The myths of love. Is romantic love healthy? –

Do you know the myths of romantic love? Myths have been created around the concept of love and erroneous beliefs have been developed that, traditionally, have been shared by our society and have even been accepted as true.

Can you be happy without having a partner? Does your better half exist? Where there is jealously, there is love? Opposites attract? These are just some of the issues that can weigh down or destroy a relationship.

All these commonplaces, far from helping to strengthen ties, influence our behaviors and cause us emotional distress.

7 myths of romantic love that must be debunked

  1. Love is not omnipotent

    There is a tendency to think that love, by itself, ends up fixing any relationship problem. But this is not true. Despite the “raw” love that you may feel for a person, that love must be polished, channeled, analyzed which aspects of the relationship do not work or need improvement, whether that partner contributes to you or harms you. Following this idea that “love can do everything” we can chain ourselves to toxic relationships that generate suffering, something very harmful.

  2. Find your better half

    A person is not half of something. We are all complete and unique human beings. You may really want to share your life with someone, to enjoy healthy sentimental company, but you cannot assume that you are an incomplete being and that you need another person to complete you. No one should complete you, but rather complement you.
    The myth of the better half leads us to an anxious search that can affect our behavior. Furthermore, it means that there is only one person you can fall in love with throughout your life, a misguided idea if ever there was one, as so many cases have shown.

  1. You need a partner to be happy

    Really? This is what stories, movies, romantic novels, gossip magazines have told us… and maybe you have believed it. The truth is that many people consider having a partner as an essential goal. However, a single person can live completely and fully. In any case, this should be the first objective: learn to be happy on your own and not expect happiness to come through a relationship. Do you want to have a partner? Go ahead! But the first thing is to be clear that you cannot make your happiness depend on it.

  2. Love and passion are inseparable

    There is a myth that sexual relations must always accompany love, with great intensity, frequency and satisfaction. However, a relationship can go through different phases, which will also affect your sexual life. The falling in love phase is usually the most sexually active. Afterwards, we tend to be calmer, we enter another dynamic, there may be ups and downs, periods of reactivation, etc.

  3. Where there is jealously, there is love

    A disastrous and increasingly obsolete idea, but one that many of us have heard throughout our lives. Feeling jealous is a natural feeling, which people must learn to manage. But jealousy as a couple has nothing to do with love, but with the insecurities of the jealous person.

  4. Opposites attract

    It is another very widespread idea, but two such opposite people are hardly going to fit together. In reality, sharing values ​​is what fosters understanding and can consolidate a relationship in a constructive way. The attraction for the opposite pole can mean a desire to want to cover one’s own personal shortcomings with the naive idea of ​​making “the ideal couple.” But, we repeat, people are not incomplete.

  5. The myth that only your partner can attract you

    It is also well founded by romance novels, but every day this myth collapses a little more. It may imply the fear of abandonment if that happens. But feeling attracted to other people is very normal, no one should feel guilty. And attraction is just that, it doesn’t necessarily involve anything else. From there, each couple regulates and organizes themselves as they see fit: they can opt by mutual agreement for sexual exclusivity or an open relationship, among other options.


■ TASK BRIEF ■
Restate the data word for word and leave the images out.

[SUPPLIED DATA]

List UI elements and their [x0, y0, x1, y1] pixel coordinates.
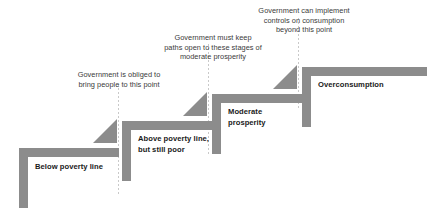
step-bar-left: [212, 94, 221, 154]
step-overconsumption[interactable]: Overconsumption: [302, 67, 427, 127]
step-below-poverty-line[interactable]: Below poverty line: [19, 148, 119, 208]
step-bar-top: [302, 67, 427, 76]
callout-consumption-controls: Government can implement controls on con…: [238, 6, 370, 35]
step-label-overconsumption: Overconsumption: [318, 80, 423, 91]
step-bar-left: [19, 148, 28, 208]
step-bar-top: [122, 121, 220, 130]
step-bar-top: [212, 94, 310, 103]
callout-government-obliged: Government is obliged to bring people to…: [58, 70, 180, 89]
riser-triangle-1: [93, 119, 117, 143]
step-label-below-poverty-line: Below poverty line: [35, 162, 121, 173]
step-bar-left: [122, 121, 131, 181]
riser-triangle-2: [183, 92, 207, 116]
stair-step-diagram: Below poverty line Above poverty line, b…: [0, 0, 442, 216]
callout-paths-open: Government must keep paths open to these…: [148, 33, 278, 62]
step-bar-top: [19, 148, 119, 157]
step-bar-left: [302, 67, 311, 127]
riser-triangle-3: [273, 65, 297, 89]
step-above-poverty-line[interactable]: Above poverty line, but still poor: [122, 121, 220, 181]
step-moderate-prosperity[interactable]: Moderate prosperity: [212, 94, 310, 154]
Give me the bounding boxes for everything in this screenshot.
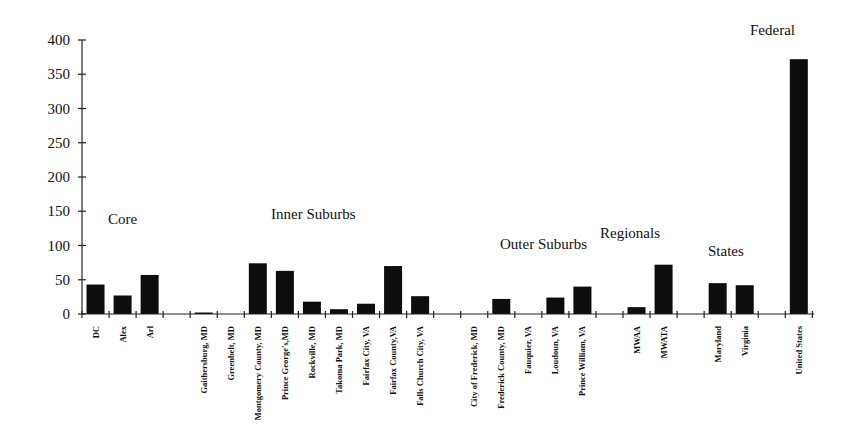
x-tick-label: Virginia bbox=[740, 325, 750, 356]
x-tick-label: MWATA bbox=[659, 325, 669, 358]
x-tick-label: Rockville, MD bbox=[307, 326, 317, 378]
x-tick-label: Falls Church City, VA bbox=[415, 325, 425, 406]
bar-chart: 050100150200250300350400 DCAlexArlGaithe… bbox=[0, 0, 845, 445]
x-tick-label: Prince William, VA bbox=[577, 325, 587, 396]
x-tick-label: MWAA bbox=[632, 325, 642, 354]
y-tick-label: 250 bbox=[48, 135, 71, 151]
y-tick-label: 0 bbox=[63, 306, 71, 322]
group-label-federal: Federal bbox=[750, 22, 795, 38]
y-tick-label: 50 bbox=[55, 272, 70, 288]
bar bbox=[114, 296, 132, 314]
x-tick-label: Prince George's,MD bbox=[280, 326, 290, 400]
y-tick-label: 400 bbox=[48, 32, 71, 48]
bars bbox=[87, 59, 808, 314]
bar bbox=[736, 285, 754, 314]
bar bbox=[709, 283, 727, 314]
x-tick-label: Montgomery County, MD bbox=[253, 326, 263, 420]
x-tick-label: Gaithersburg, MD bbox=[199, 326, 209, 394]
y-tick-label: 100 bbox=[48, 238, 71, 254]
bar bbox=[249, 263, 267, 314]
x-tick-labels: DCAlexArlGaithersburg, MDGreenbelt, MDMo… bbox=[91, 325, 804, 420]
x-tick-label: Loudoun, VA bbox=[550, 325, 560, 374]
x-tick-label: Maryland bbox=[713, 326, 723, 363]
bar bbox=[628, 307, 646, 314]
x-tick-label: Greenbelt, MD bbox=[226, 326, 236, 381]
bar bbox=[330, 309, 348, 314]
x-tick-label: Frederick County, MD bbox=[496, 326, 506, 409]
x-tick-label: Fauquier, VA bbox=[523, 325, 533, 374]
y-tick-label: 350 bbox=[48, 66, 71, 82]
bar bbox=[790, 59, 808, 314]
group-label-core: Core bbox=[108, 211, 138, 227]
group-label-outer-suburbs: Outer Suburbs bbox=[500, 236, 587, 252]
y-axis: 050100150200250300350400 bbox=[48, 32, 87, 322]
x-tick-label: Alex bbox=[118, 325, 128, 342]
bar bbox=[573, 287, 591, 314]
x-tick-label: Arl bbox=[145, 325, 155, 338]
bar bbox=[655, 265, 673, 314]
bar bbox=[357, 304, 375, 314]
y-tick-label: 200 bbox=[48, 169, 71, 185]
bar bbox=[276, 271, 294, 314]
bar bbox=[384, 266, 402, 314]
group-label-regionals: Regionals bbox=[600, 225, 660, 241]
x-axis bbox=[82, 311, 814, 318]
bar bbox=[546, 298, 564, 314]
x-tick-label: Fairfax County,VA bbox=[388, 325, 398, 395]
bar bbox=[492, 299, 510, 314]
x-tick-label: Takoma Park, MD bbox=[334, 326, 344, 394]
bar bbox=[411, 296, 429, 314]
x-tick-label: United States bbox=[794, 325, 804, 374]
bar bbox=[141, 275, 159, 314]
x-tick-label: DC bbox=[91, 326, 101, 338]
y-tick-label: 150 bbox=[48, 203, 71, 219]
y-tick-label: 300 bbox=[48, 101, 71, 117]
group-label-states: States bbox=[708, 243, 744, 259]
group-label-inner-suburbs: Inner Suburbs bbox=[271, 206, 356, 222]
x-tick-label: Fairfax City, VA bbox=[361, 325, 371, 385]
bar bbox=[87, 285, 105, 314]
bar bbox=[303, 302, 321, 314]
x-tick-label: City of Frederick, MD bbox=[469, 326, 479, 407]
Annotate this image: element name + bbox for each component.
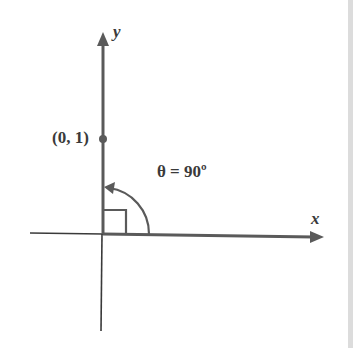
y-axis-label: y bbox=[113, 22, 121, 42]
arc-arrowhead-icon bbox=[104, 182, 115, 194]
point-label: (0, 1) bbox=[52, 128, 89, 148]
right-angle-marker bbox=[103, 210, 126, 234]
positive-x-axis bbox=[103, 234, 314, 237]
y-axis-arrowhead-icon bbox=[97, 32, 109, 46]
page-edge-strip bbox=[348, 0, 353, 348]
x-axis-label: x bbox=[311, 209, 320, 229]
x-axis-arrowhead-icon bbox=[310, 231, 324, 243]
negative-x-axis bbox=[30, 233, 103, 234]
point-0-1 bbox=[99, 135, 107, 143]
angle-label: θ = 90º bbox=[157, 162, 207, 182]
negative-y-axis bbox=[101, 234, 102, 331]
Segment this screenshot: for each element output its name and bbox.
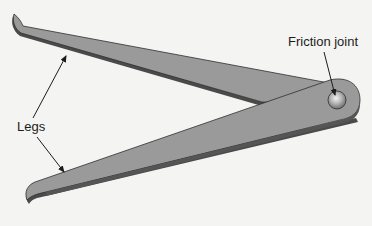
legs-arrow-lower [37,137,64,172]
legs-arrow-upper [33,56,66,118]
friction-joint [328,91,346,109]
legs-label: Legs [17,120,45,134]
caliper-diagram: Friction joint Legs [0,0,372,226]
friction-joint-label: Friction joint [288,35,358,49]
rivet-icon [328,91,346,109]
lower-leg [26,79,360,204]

[/SUPPLIED DATA]

■ REPLY TO THE EXERCISE ■
List UI elements and their [x0, y0, x1, y1] pixel coordinates.
step-bar-left: [212, 94, 221, 154]
step-overconsumption[interactable]: Overconsumption: [302, 67, 427, 127]
step-below-poverty-line[interactable]: Below poverty line: [19, 148, 119, 208]
step-bar-top: [302, 67, 427, 76]
callout-consumption-controls: Government can implement controls on con…: [238, 6, 370, 35]
step-label-overconsumption: Overconsumption: [318, 80, 423, 91]
step-bar-left: [19, 148, 28, 208]
step-bar-top: [122, 121, 220, 130]
step-bar-top: [212, 94, 310, 103]
callout-government-obliged: Government is obliged to bring people to…: [58, 70, 180, 89]
riser-triangle-1: [93, 119, 117, 143]
step-label-below-poverty-line: Below poverty line: [35, 162, 121, 173]
step-bar-left: [122, 121, 131, 181]
riser-triangle-2: [183, 92, 207, 116]
stair-step-diagram: Below poverty line Above poverty line, b…: [0, 0, 442, 216]
callout-paths-open: Government must keep paths open to these…: [148, 33, 278, 62]
step-bar-top: [19, 148, 119, 157]
step-bar-left: [302, 67, 311, 127]
riser-triangle-3: [273, 65, 297, 89]
step-above-poverty-line[interactable]: Above poverty line, but still poor: [122, 121, 220, 181]
step-moderate-prosperity[interactable]: Moderate prosperity: [212, 94, 310, 154]
Give me the bounding boxes for everything in this screenshot.
x-tick-label: Virginia bbox=[740, 325, 750, 356]
x-tick-label: MWATA bbox=[659, 325, 669, 358]
x-tick-label: Rockville, MD bbox=[307, 326, 317, 378]
x-tick-label: Falls Church City, VA bbox=[415, 325, 425, 406]
bar-chart: 050100150200250300350400 DCAlexArlGaithe… bbox=[0, 0, 845, 445]
x-tick-label: Prince William, VA bbox=[577, 325, 587, 396]
x-tick-label: MWAA bbox=[632, 325, 642, 354]
y-tick-label: 250 bbox=[48, 135, 71, 151]
y-tick-label: 0 bbox=[63, 306, 71, 322]
group-label-federal: Federal bbox=[750, 22, 795, 38]
y-tick-label: 50 bbox=[55, 272, 70, 288]
bar bbox=[114, 296, 132, 314]
x-tick-label: Prince George's,MD bbox=[280, 326, 290, 400]
y-tick-label: 400 bbox=[48, 32, 71, 48]
bars bbox=[87, 59, 808, 314]
bar bbox=[736, 285, 754, 314]
bar bbox=[709, 283, 727, 314]
x-tick-label: Montgomery County, MD bbox=[253, 326, 263, 420]
x-tick-label: Gaithersburg, MD bbox=[199, 326, 209, 394]
y-tick-label: 100 bbox=[48, 238, 71, 254]
bar bbox=[249, 263, 267, 314]
x-tick-labels: DCAlexArlGaithersburg, MDGreenbelt, MDMo… bbox=[91, 325, 804, 420]
x-tick-label: Loudoun, VA bbox=[550, 325, 560, 374]
x-tick-label: Maryland bbox=[713, 326, 723, 363]
bar bbox=[628, 307, 646, 314]
x-tick-label: Greenbelt, MD bbox=[226, 326, 236, 381]
bar bbox=[330, 309, 348, 314]
x-tick-label: Frederick County, MD bbox=[496, 326, 506, 409]
x-tick-label: Fauquier, VA bbox=[523, 325, 533, 374]
y-tick-label: 350 bbox=[48, 66, 71, 82]
bar bbox=[790, 59, 808, 314]
group-label-core: Core bbox=[108, 211, 138, 227]
group-label-outer-suburbs: Outer Suburbs bbox=[500, 236, 587, 252]
y-axis: 050100150200250300350400 bbox=[48, 32, 87, 322]
x-tick-label: Alex bbox=[118, 325, 128, 342]
bar bbox=[573, 287, 591, 314]
x-tick-label: Arl bbox=[145, 325, 155, 338]
bar bbox=[655, 265, 673, 314]
bar bbox=[357, 304, 375, 314]
y-tick-label: 200 bbox=[48, 169, 71, 185]
bar bbox=[276, 271, 294, 314]
bar bbox=[384, 266, 402, 314]
group-label-regionals: Regionals bbox=[600, 225, 660, 241]
x-axis bbox=[82, 311, 814, 318]
bar bbox=[546, 298, 564, 314]
x-tick-label: Fairfax County,VA bbox=[388, 325, 398, 395]
bar bbox=[492, 299, 510, 314]
x-tick-label: Takoma Park, MD bbox=[334, 326, 344, 394]
bar bbox=[411, 296, 429, 314]
x-tick-label: United States bbox=[794, 325, 804, 374]
bar bbox=[141, 275, 159, 314]
x-tick-label: DC bbox=[91, 326, 101, 338]
y-tick-label: 150 bbox=[48, 203, 71, 219]
y-tick-label: 300 bbox=[48, 101, 71, 117]
group-label-states: States bbox=[708, 243, 744, 259]
group-label-inner-suburbs: Inner Suburbs bbox=[271, 206, 356, 222]
x-tick-label: Fairfax City, VA bbox=[361, 325, 371, 385]
bar bbox=[87, 285, 105, 314]
bar bbox=[303, 302, 321, 314]
x-tick-label: City of Frederick, MD bbox=[469, 326, 479, 407]
Annotate this image: element name + bbox for each component.
y-axis-label: y bbox=[113, 22, 121, 42]
arc-arrowhead-icon bbox=[104, 182, 115, 194]
point-label: (0, 1) bbox=[52, 128, 89, 148]
right-angle-marker bbox=[103, 210, 126, 234]
positive-x-axis bbox=[103, 234, 314, 237]
y-axis-arrowhead-icon bbox=[97, 32, 109, 46]
page-edge-strip bbox=[348, 0, 353, 348]
x-axis-label: x bbox=[311, 209, 320, 229]
x-axis-arrowhead-icon bbox=[310, 231, 324, 243]
negative-x-axis bbox=[30, 233, 103, 234]
point-0-1 bbox=[99, 135, 107, 143]
angle-label: θ = 90º bbox=[157, 162, 207, 182]
negative-y-axis bbox=[101, 234, 102, 331]
Segment this screenshot: for each element output its name and bbox.
legs-arrow-lower [37,137,64,172]
legs-arrow-upper [33,56,66,118]
friction-joint [328,91,346,109]
legs-label: Legs [17,120,45,134]
caliper-diagram: Friction joint Legs [0,0,372,226]
friction-joint-label: Friction joint [288,35,358,49]
rivet-icon [328,91,346,109]
lower-leg [26,79,360,204]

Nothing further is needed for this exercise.